Ballet Quad Cities

Artist Robert Kameczura's gallery opening dedicated to Ballet Quad Cities

An evening with Artist Robert Kameczura dedicated to Ballet Quad Cities will be held on Wednesday November 16, 2011 from 6:00 p.m.-9:00 p.m. at the Phoenix Fine Art Gallery 1530-5th  Avenue Moline, Illinois. www.atthephoenix.com
Cocktails and hors d'oeuvres will be served.
Robert has photographed and worked with professional dancers in Chicago for 30 years.  25% of the sale for the evening are reserved for Ballet Quad Cities.  To learn more about Robert's art work visit his web site at www.kameczure.com

Nutcracker Tickets On Sale Now!


Visit the Adler Theatre Box Office or Ticketmaster to purchase your Nutcracker tickets now! Family 4-packs are available.
Want to win a family 4 pack of tickets to the Nutcracker this December?  Become a fan of Ballet Quad Cities on facebook and you could win a package to attend our holiday classic at the Adler Theatre!
Waltz of the Flowers
Special Nutcracker performance for civic groups

On Thursday night December 8th Ballet Quad Cities is inviting civic groups to have a sneak peek at what goes on behind the scenes of The Nutcracker ballet during dress rehersal.  Tickets are $20.00 each and we ask for a group of 15 or more.  All ticket sales that evening go to our Anti-Bullying program that we take to area schools.  Call 309 786 3779 to learn more.
Perfect for a holiday party with a differnt twist!
Meet the dancers, see the dressing room and have the best seats in the house.

Jacob Lyon and Heidi Dunn in Love StoriesBecause it's called Love Stories, you'd rightfully expect Ballet Quad Cities' latest presentation to be chockablock with stirring physicality and sensual pas de deux. And indeed, this Valentine's Day-inspired outing - given the same title as last February's Ballet Quad Cities production, but boasting new vignettes by a quintet of choreographers - will find the company's professional dancers expressing, in thrillingly nonverbal fashion, what Executive Director Joedy Cook describes as "the many angles to love."

Yet for her contribution to Love Stories, 29-year-old choreographer and Ballet Quad Cities veteran Lynn Andrews appears to have been inspired less by romantic love than her sheer love of dance. That, and perhaps her love of a challenge.

"We did it in five days," said Andrews of the clever, exuberant piece that I watched, in rehearsal, during our early-January conversation. "And it was crazy. It was like, 'Eleven dancers! Five days! Seventeen minutes of music! Go!'

a scene from Ballet Quad Cities' 2008 production of The NutcrackerOn December 12 and 13, area audiences will have the opportunity to attend two separate productions of composer Pyotr Ilyich Tchaikovsky's The Nutcracker: one performed by the professional dancers of Ballet Quad Cities (plus a few local performers), one performed by the student performers of RiverPointBallet (plus a professional dancer). And Ballet Quad Cities' Executive Director Joedy Cook is up-front about a large part of the holiday favorite's appeal: "For all ballet companies, Nutcracker is what really helps pay their bills. Nutcracker is the one ballet that you can count on to get an audience."
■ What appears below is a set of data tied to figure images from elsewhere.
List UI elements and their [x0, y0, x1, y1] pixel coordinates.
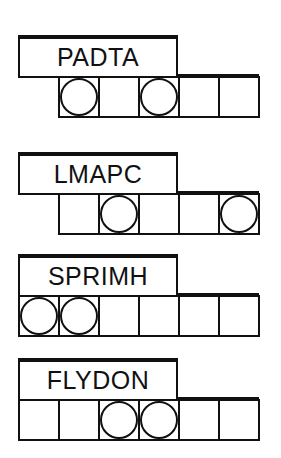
answer-cell[interactable]: [218, 76, 260, 118]
answer-cell[interactable]: [98, 76, 140, 118]
scrambled-word-label: LMAPC: [18, 152, 178, 195]
answer-cell[interactable]: [58, 76, 100, 118]
answer-cell[interactable]: [138, 295, 180, 337]
scrambled-word-label: PADTA: [18, 35, 178, 78]
scrambled-word-label: FLYDON: [18, 358, 178, 401]
answer-cell[interactable]: [178, 399, 220, 441]
answer-cell[interactable]: [138, 399, 180, 441]
answer-cell[interactable]: [58, 295, 100, 337]
circled-letter-marker-icon: [140, 78, 178, 116]
answer-cell[interactable]: [18, 295, 60, 337]
answer-cell[interactable]: [98, 399, 140, 441]
circled-letter-marker-icon: [100, 195, 138, 233]
answer-cell[interactable]: [98, 295, 140, 337]
circled-letter-marker-icon: [100, 401, 138, 439]
circled-letter-marker-icon: [140, 401, 178, 439]
answer-cell[interactable]: [18, 399, 60, 441]
answer-cell[interactable]: [138, 76, 180, 118]
answer-cell[interactable]: [58, 193, 100, 235]
answer-cell[interactable]: [218, 295, 260, 337]
answer-cell[interactable]: [98, 193, 140, 235]
circled-letter-marker-icon: [60, 78, 98, 116]
answer-cell[interactable]: [138, 193, 180, 235]
answer-cell[interactable]: [178, 76, 220, 118]
circled-letter-marker-icon: [60, 297, 98, 335]
answer-cell[interactable]: [58, 399, 100, 441]
answer-cell[interactable]: [178, 193, 220, 235]
scrambled-word-label: SPRIMH: [18, 254, 178, 297]
circled-letter-marker-icon: [220, 195, 258, 233]
answer-cell[interactable]: [218, 399, 260, 441]
circled-letter-marker-icon: [20, 297, 58, 335]
answer-cell[interactable]: [178, 295, 220, 337]
answer-cell[interactable]: [218, 193, 260, 235]
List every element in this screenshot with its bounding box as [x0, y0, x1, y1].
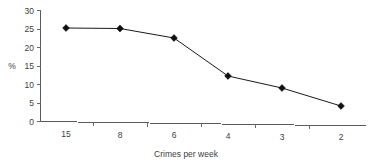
x-tick-label-3: 3 — [280, 132, 285, 142]
x-axis-line — [41, 122, 367, 127]
x-tick-marks — [93, 122, 309, 129]
series-markers — [63, 25, 345, 110]
y-tick-label-0: 0 — [29, 117, 34, 127]
data-point-4[interactable] — [225, 73, 232, 80]
x-tick-label-15: 15 — [61, 129, 71, 139]
x-tick-label-2: 2 — [339, 132, 344, 142]
series-line — [66, 28, 341, 106]
y-tick-label-25: 25 — [25, 24, 35, 34]
y-tick-marks — [37, 11, 41, 122]
data-point-5[interactable] — [279, 85, 286, 92]
x-axis-title: Crimes per week — [154, 149, 219, 159]
chart-canvas: 0 5 10 15 20 25 30 % 15 8 6 4 3 2 — [0, 0, 373, 168]
y-tick-label-5: 5 — [29, 98, 34, 108]
y-tick-label-20: 20 — [25, 43, 35, 53]
screenshot-root: 0 5 10 15 20 25 30 % 15 8 6 4 3 2 — [0, 0, 373, 168]
x-tick-label-4: 4 — [226, 131, 231, 141]
data-point-6[interactable] — [338, 103, 345, 110]
y-axis-title: % — [8, 61, 16, 71]
y-tick-label-30: 30 — [25, 6, 35, 16]
data-point-3[interactable] — [171, 35, 178, 42]
y-tick-label-15: 15 — [25, 61, 35, 71]
line-chart-figure: 0 5 10 15 20 25 30 % 15 8 6 4 3 2 — [0, 0, 373, 168]
data-point-1[interactable] — [63, 25, 70, 32]
y-tick-label-10: 10 — [25, 80, 35, 90]
data-point-2[interactable] — [117, 25, 124, 32]
x-tick-label-6: 6 — [172, 130, 177, 140]
x-tick-label-8: 8 — [118, 130, 123, 140]
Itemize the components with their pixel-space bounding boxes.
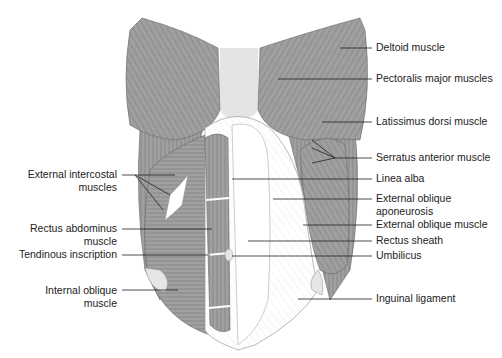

Yet as Cook well knows, that's not the reason that audiences themselves flock to The Nutcracker year after year. "It's truly the most recognizable music in the world," she says, "and that's because it's magical. And The Nutcracker itself is magical. It's magic, it's dreamy ... it's 'Calgon! Take me away!'"

Domingo Rubio in Ballet Quad Cities' DraculaDomingo Rubio, the Mexico City-based dancer currently performing with Ballet Quad Cities, is discussing his American breakthrough in 1999.

"I was with a Mexican company dancing in Los Angeles," he says, "and Gerald Arpino [artistic director of Chicago's Joffrey Ballet], he saw me dancing at my fullest. You know, I was doing big, big roles ... everything that you could do without fainting. And stuff choreographed by me - things that would suit myself. He saw those performances and wanted me for his company.

"So even though I was 33," he continues, "which is, you know, an age that you could quit, I started with Joffrey."

Thirty-three?

"It was like a good second wind," says Rubio. "I started late, and I've been catching up."